Fr. Richard Rohr is a Franciscan priest. He was the founder of the New Jerusalem Community in Cincinnati, Ohio in 1971, and the Center for Action and Contemplation in Albuquerque, New Mexico in 1986, where he presently serves as Founding Director. He speaks and teaches on themes that include Scripture as liberation, the integration of action and contemplation, community building, peace and justice issues, male spirituality, the enneagram, and eco-spirituality. Fr. Rohr’s recent books include Falling Upward: Spirituality for the Two Halves of Life (2011), The Naked Now: Learning to See as the Mystics See (2009), and Things Hidden: Scripture as Spirituality (2008). He is a regular contributor to two magazines: Tikkun and Sojourners).
Falling Upward tells the story of the spiritual maturation across the life span. The spirituality of the first half of life is about constructing our spiritual container while the second half is concerned with filling it. Put another way, the spirituality of “the first half of life is about writing the text and the second half is writing commentary on that text” (p. 143). While the two halves always occur in order, they are not tied to any specific chronological age range: some people may remain in the first half throughout life while others may progress to the latter at a relatively young age. Since we live in a culture dominated by first half of life issues and that struggles to live with paradox, it is difficult for people to make the transition. The first half of one’s spiritual life is dominated by rules and regulations, marked by considerable attentiveness to correct rituals that guide one in the quest to know and do that which is right. The second is far freer, similar to Ricouer’s second naïveté. One cannot will one’s way forward, but rather finds the way down that path through falling and failing. In short, people tend to “grow spiritually much more by doing it wrong than by doing it right” (p.xxii). In the second half of life, both-and thinking dominates and it becomes possible to understand the richness of multiple meanings.
A book about how to progress from the first to the second half of one’s spiritual life misses what the journey of faith is all about. Rohr succeeds in his attempt to familiarize those residing on both halves with the relative strengths of their spiritual life stage while also generating awareness of the second stage for those now in the first. Careful not to construct an artificial path joining the two, he instead shows what the terrain is on either end of the path and suggests the path itself is one that must be experienced in full, including many falls and failures. Readers in the first half of their spiritual lives won’t find the second attractive, but will gain an awareness for just how different it is. Readers in the second half of their spiritual lives will be reminded of what they already experienced in the first half, encouraged not seek to return to it, and empowered to more fully experience the possibilities of the both-and perspective.
So What?
Many people have written about spiritual formation as a process. The best known stage theorist, James Fowler, regrets having chosen the term stages as the very language suggests a higher number is a better or somehow more desirable stage. Clearly, however, whatever vocabulary one uses there are substantive differences between stages or levels.

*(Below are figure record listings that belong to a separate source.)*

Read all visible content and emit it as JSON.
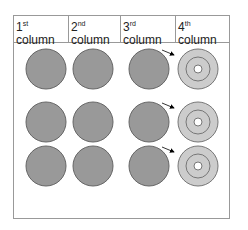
{
  "headers": [
    {
      "num": "1",
      "suffix": "st",
      "word": "column"
    },
    {
      "num": "2",
      "suffix": "nd",
      "word": "column"
    },
    {
      "num": "3",
      "suffix": "rd",
      "word": "column"
    },
    {
      "num": "4",
      "suffix": "th",
      "word": "column"
    }
  ],
  "colors": {
    "solid": "#999999",
    "outline": "#666666",
    "ring_light": "#cccccc",
    "border": "#999999"
  },
  "rows": 3
}
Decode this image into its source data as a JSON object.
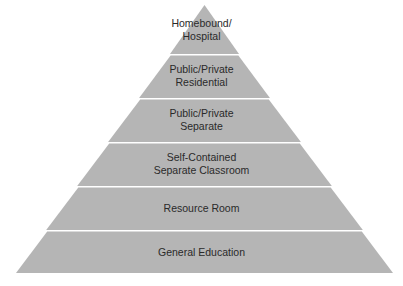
{
  "diagram": {
    "type": "pyramid",
    "fill_color": "#b5b5b5",
    "separator_color": "#ffffff",
    "text_color": "#2a2a2a",
    "layers_top_to_bottom": [
      {
        "label": "Homebound/\nHospital"
      },
      {
        "label": "Public/Private\nResidential"
      },
      {
        "label": "Public/Private\nSeparate"
      },
      {
        "label": "Self-Contained\nSeparate Classroom"
      },
      {
        "label": "Resource Room"
      },
      {
        "label": "General Education"
      }
    ]
  }
}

- Which of Rohr’s two stages (first half and second half of life) best describes your current experience? If you are in the latter half, at what age did you make the transition and what were some of the key falls or failures that helped you grow into this half? For those in the first stage, how well are you doing with the task of constructing a container? For those in the latter half, how much have you managed to fill it?
- Which of Fowler’s six stages best describes your current experience? What do you see as the greatest strengths of your current stage?
- How does understanding that people in other stages experience their faith quite differently help you as you seek to serve alongside a diverse group of people in your congregation?
Richard Rohr. Falling Upward: Spirituality for the Two Halves of Life. Jossey-Bass, 2011. ISBN: 9780470907757.